Imara pulled herself free of him and turned away. Her mind raced to come up with a logical explanation. "Just what exactly are you saying?"
"Lords, Imara, it seems pretty clear. They're stealing military weapons and selling them." Starbuck told her as he looked at her back. She was quiet for a long moment. Eerily so. In retrospect, it was almost as if he was standing in the eye of a storm just before it abruptly hit him.
Imara whirled on him. "Why do you have to assume that this is NOT on the up and up? C'mon! The top brass doesn't tell the cadets everything that's going on. SO, why do you just automatically concludethat this isn't legitimate?" Her eyes flashed angrily at him. Her body was tense, as though poised to strike.
"Imara, you heard them too. Talking about getting a new contract and about their retirements. Then I followed them to find them with a supply container full of Colonial Blasters . . . "
"Did you actually see a container of Colonial Blasters?" She cut him off. "Did they actually say they were selling them? Tell me exactly what you saw and heard, Starbuck!" Imara as much as ordered him.
"Well . . . " Starbuck thought about her words as he regrouped. Was he jumping to conclusions? No, he hadn't actually seen a full container of weapons. No, they hadn't directly mentioned selling them. But he just had this feeling . . . his instinct was telling him he was right on the money. How was he supposed to explain that? "Okay. Maybe you're right. Maybe I am drawing a few conclusions, but . . . surely you can understand why? I mean, what else could it be?"
"I don't know!" she spat at him. "But, I do know that my father wouldn't be involved in something criminal. I know he's a tough officer, but he's also honourable and respectable. He has a family, for Sagan's sake!" She blinked back tears that threatened to spill over.
"Okay. Okay." He held up his hands, silently imploring her not to cry. "Look, why don't we just quietly check around? See what we come up with?" He suggested, backing off a bit.
"You want me to try and incriminate my own Father, Starbuck?" She asked incredulously. "You really don't get the whole family concept, do you? Your parents must have raised you a lot differently than mine did. Maybe that's why you never talk about them." She attacked him in anger and fear. "Well, we're a close family. I admire my father. Why in Hades do you think I followed him into the Service?"
"Maybe you should think of it as trying to clear him then. Not of incriminating him." Starbuck countered, ignoring the remarks about his family . . . or lack thereof. He had never discussed with her his being orphaned as a toddler. It had never come up, and frankly, was one of his least favourite topics. He despised that look of pity that people gave him when they learned of his past. Hades, it wasn't as if he was the only orphaned child since the war with the Cylons began. In fact, it was just the opposite.
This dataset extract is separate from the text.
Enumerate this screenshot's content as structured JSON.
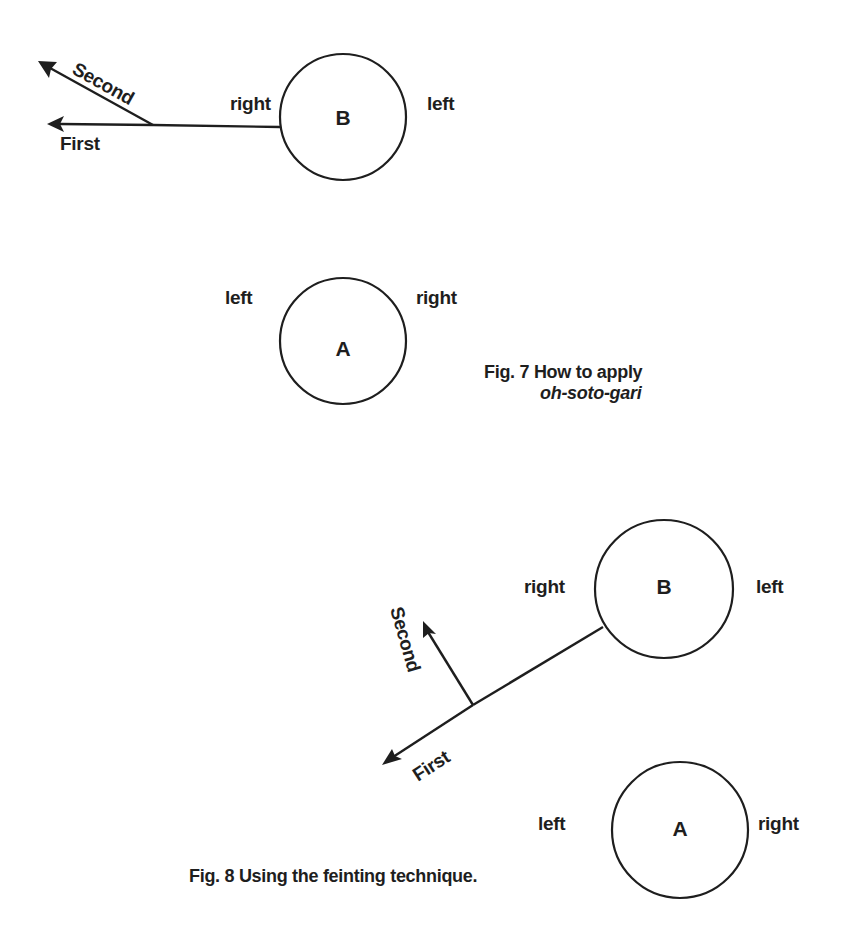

"That's where you're dead wrong! I don't think he's guilty of anything! I know my father."
"Look, Imara, we can't just let this slide. There's every probability that . . . " Starbuck tried to reason with her.
"NO! I don't even want to discuss this any further, Starbuck. It's over." She took little gasping breaths as she glared at him, clenching her fists. "We're over."
"We're over? Just what do we have to do with your father?" Starbuck asked, a little stunned.
"Everything." She remarked coolly, before turning and walking away.
"Imara, wait just a centon . . . " He started after her.
She pivoted on her heel sharply, turning to face him. "Let it go, Starbuck. I'm going to forget that all of this even happened. I suggest you do the same. My father wouldn't take kindly to you nosing around the Academy trying to set him up. Neither do I." She threatened him, not knowing what else to do.
The emotions that crossed his features, a mixture of anger, confusion, betrayal and hurt, almost stopped her as she turned away and walked back towards the Brites Building on her own. However, she steeled herself against him, knowing that the old proverb that her Father had drilled in to her yahrens before was true; blood is thicker than water.